Pope resting after surgery

VATICAN CITY – Pope John Paul II was able to breathe on his own Friday following emergency throat surgery, but remained under doctors’ orders not to speak for several days, the Vatican said.

Attempting to put a positive spin on the frail pope’s second medical crisis in less than a month, Vatican spokesman Joaquin Navarro-Valls said John Paul does not have pneumonia, is free of fever and spent a “tranquil” night of rest after a 30-minute tracheotomy Thursday evening.

Navarro-Valls said the 84-year-old pontiff, who also suffers from Parkinson’s disease, showed a good appetite Friday morning and ate a breakfast of 10 cookies, yogurt and coffee with milk. (Independent doctors said eating such a breakfast only 10-12 hours after surgery was possible but not necessarily advisable.)

“Upon the advice of his doctors, the pope must not speak for several days, so as to favor the recovery of the functions of the larynx,” Navarro-Valls told reporters who mobilized when the pope, unable to breathe, was rushed to Rome’s Gemelli Polyclinic hospital on Thursday. He spent nine nights in the same hospital with a similar condition earlier this month.

If the Polish-born pope lost his ability to speak for the long term, it would raise questions about whether he could continue to fulfill his mission as spiritual leader of the world’s one billion Roman Catholics. In nearly 27 years on St. Peter’s throne, John Paul has prided himself as a masterful communicator who could reach out to Catholic societies from Albania to Zimbabwe and to non-Catholics as well, with a message of moral authority and religious zeal.

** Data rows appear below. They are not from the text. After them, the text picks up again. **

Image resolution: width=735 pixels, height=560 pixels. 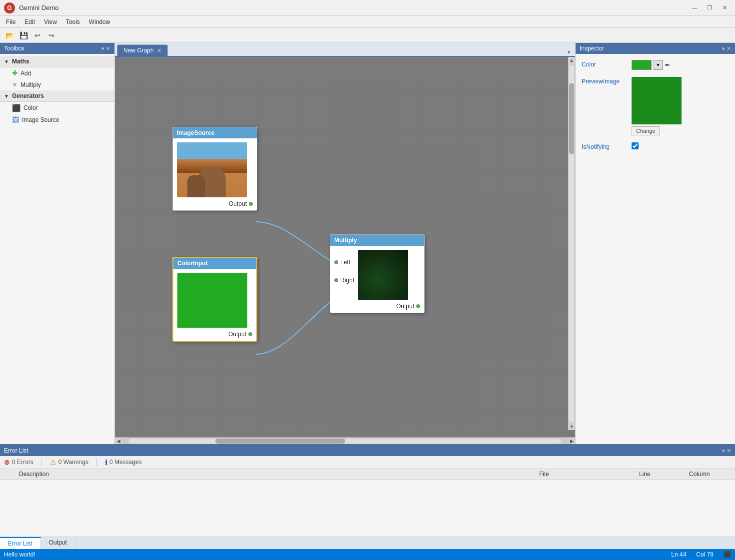 I want to click on color-label: Color, so click(x=607, y=64).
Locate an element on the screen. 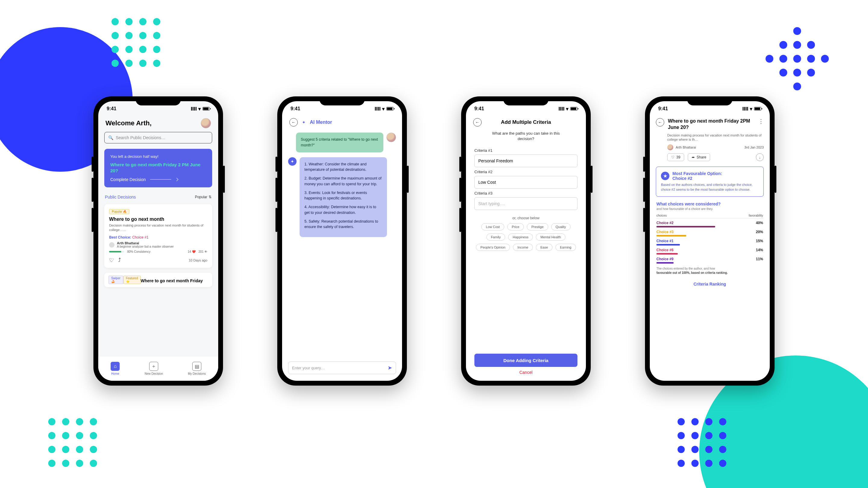 The image size is (868, 488). ai-item: 5. Safety: Research potential destinatio… is located at coordinates (343, 224).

Several church officials contend that even a voiceless pope can make his will known and continue to lead.

“It is sufficient that one’s will be expressed, and be expressed in a clear way,” Cardinal Mario Francesco Pompedda told the La Stampa newspaper earlier this month. “It can be expressed very well through writing, and in any case can be expressed also with clear and significant gestures.”